Making Smarter Decisions When You Don’t Have All the Facts
By Annie Duke
Life is Poker, Not Chess
- We link results with decisions even though it is easy to point out indisputable examples where the relationship between decisions and results isn’t so perfectly correlated
- We are uncomfortable with the idea that luck plays a significant role in our lives…It feels better for us to imagine the world as an orderly place, where randomness does not wreak havoc and things are perfectly predictable.
- Trouble follows when we treat life decisions as if they were chess decisions. Chess contains no hidden information and very little luck. Pieces can’t randomly appear or disappear from the board or get moved from one position to another by chance. Poker, in contrast is a game of incomplete information. It is a game of decision-making under conditions of uncertainty over time. Valuable information remains hidden. There is also an element of luck in any outcome…Once the game is finished and you try to learn from the results, separating the quality of your decisions from the influence of luck is difficult.
- Physicist James Clerk Maxwell: “Thoroughly conscious ignorance is the prelude to every real advance in science.”

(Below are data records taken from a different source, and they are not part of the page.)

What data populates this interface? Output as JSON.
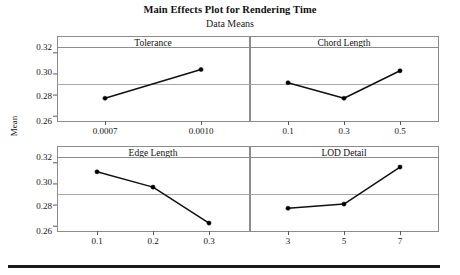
{
  "title": "Main Effects Plot for Rendering Time",
  "subtitle": "Data Means",
  "axis": {
    "ylabel": "Mean",
    "yticks": [
      "0.26",
      "0.28",
      "0.30",
      "0.32"
    ]
  },
  "panels": [
    {
      "name": "Tolerance",
      "xticks": [
        "0.0007",
        "0.0010"
      ]
    },
    {
      "name": "Chord Length",
      "xticks": [
        "0.1",
        "0.3",
        "0.5"
      ]
    },
    {
      "name": "Edge Length",
      "xticks": [
        "0.1",
        "0.2",
        "0.3"
      ]
    },
    {
      "name": "LOD Detail",
      "xticks": [
        "3",
        "5",
        "7"
      ]
    }
  ],
  "chart_data": {
    "type": "line",
    "title": "Main Effects Plot for Rendering Time",
    "subtitle": "Data Means",
    "ylabel": "Mean",
    "xlabel": "",
    "ylim": [
      0.255,
      0.325
    ],
    "yticks": [
      0.26,
      0.28,
      0.3,
      0.32
    ],
    "grid": true,
    "reference_line": 0.29,
    "legend": "none",
    "layout": "2x2 panel grid of main effects",
    "panels": [
      {
        "factor": "Tolerance",
        "categories": [
          "0.0007",
          "0.0010"
        ],
        "values": [
          0.2765,
          0.3037
        ]
      },
      {
        "factor": "Chord Length",
        "categories": [
          "0.1",
          "0.3",
          "0.5"
        ],
        "values": [
          0.2912,
          0.2765,
          0.3025
        ]
      },
      {
        "factor": "Edge Length",
        "categories": [
          "0.1",
          "0.2",
          "0.3"
        ],
        "values": [
          0.311,
          0.2965,
          0.2625
        ]
      },
      {
        "factor": "LOD Detail",
        "categories": [
          "3",
          "5",
          "7"
        ],
        "values": [
          0.2765,
          0.2805,
          0.3155
        ]
      }
    ]
  },
  "colors": {
    "line": "#111111",
    "marker": "#000000",
    "panel_border": "#8c8c8c",
    "gridline": "#a8a8a8",
    "rule": "#1a1a1a",
    "background": "#ffffff"
  }
}
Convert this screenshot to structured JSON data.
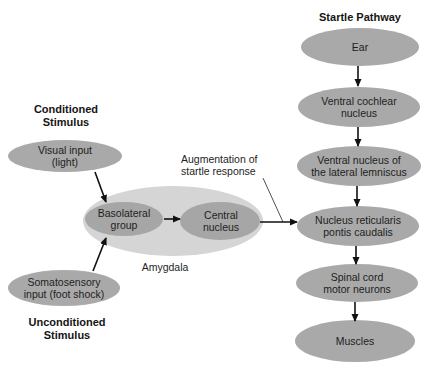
{
  "headings": {
    "conditioned": [
      "Conditioned",
      "Stimulus"
    ],
    "unconditioned": [
      "Unconditioned",
      "Stimulus"
    ],
    "startle": "Startle Pathway"
  },
  "inputs": {
    "visual": [
      "Visual input",
      "(light)"
    ],
    "somatosensory": [
      "Somatosensory",
      "input (foot shock)"
    ]
  },
  "amygdala": {
    "label": "Amygdala",
    "basolateral": [
      "Basolateral",
      "group"
    ],
    "central": [
      "Central",
      "nucleus"
    ]
  },
  "annotation": [
    "Augmentation of",
    "startle response"
  ],
  "startle_pathway": [
    {
      "id": "ear",
      "lines": [
        "Ear"
      ]
    },
    {
      "id": "ventral-cochlear",
      "lines": [
        "Ventral cochlear",
        "nucleus"
      ]
    },
    {
      "id": "lateral-lemniscus",
      "lines": [
        "Ventral nucleus of",
        "the lateral lemniscus"
      ]
    },
    {
      "id": "reticularis",
      "lines": [
        "Nucleus reticularis",
        "pontis caudalis"
      ]
    },
    {
      "id": "spinal-cord",
      "lines": [
        "Spinal cord",
        "motor neurons"
      ]
    },
    {
      "id": "muscles",
      "lines": [
        "Muscles"
      ]
    }
  ],
  "colors": {
    "node_fill": "#a9a9a9",
    "amygdala_fill": "#d5d5d5",
    "inner_fill": "#a6a6a6",
    "arrow": "#111111"
  }
}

- What makes a decision great is not that it has a great outcome. A great decision is the result of a good process, and that process must include an attempt to accurately represent our own state of knowledge. That state of knowledge, in turn, is some variation of “I’m not sure.” “I’m not sure” does not mean that there is no objective truth. It means that we treat our beliefs as works in progress, as under construction.

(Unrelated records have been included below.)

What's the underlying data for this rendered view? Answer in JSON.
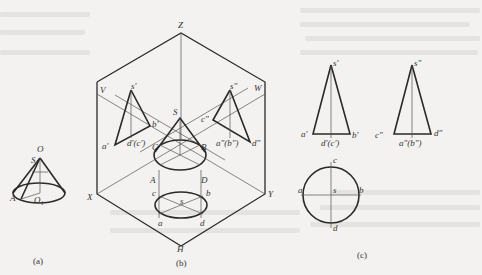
{
  "figure": {
    "background_color": "#f3f2f0",
    "line_color": "#2a2a2a",
    "panels": [
      {
        "id": "a",
        "caption": "(a)",
        "labels": {
          "apex_top": "O",
          "apex": "S",
          "base_point": "A",
          "base_center": "O₁"
        }
      },
      {
        "id": "b",
        "caption": "(b)",
        "plane_labels": {
          "z_axis": "Z",
          "v_plane": "V",
          "w_plane": "W",
          "x_axis": "X",
          "y_axis": "Y",
          "h_plane": "H"
        },
        "front_view_labels": {
          "apex": "s'",
          "left": "a'",
          "right": "b'",
          "center": "d'(c')"
        },
        "side_view_labels": {
          "apex": "s\"",
          "left": "c\"",
          "right": "d\"",
          "center": "a\"(b\")"
        },
        "cone_labels": {
          "apex": "S",
          "left": "C",
          "right": "B",
          "front_left": "A",
          "front_right": "D"
        },
        "top_view_labels": {
          "top": "c",
          "right": "b",
          "center": "s",
          "bottom_left": "a",
          "bottom_right": "d"
        }
      },
      {
        "id": "c",
        "caption": "(c)",
        "front_view_labels": {
          "apex": "s'",
          "left": "a'",
          "right": "b'",
          "center": "d'(c')"
        },
        "side_view_labels": {
          "apex": "s\"",
          "left": "c\"",
          "right": "d\"",
          "center": "a\"(b\")"
        },
        "top_view_labels": {
          "top": "c",
          "left": "a",
          "right": "b",
          "center": "s",
          "bottom": "d"
        }
      }
    ]
  }
}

- Good poker players + decision makers - try to figure out how unsure they are, making their best guess at the chances that different outcomes will occur.
Wanna Bet?
- By making explicit that our decisions are bets, we can make better decisions and anticipate (and take protective measures) when irrationality is likely to keep us from acting in our best interest.
- In most of our decisions we are not betting against another person. Rather, we are betting against all the future versions of ourselves that we are not choosing.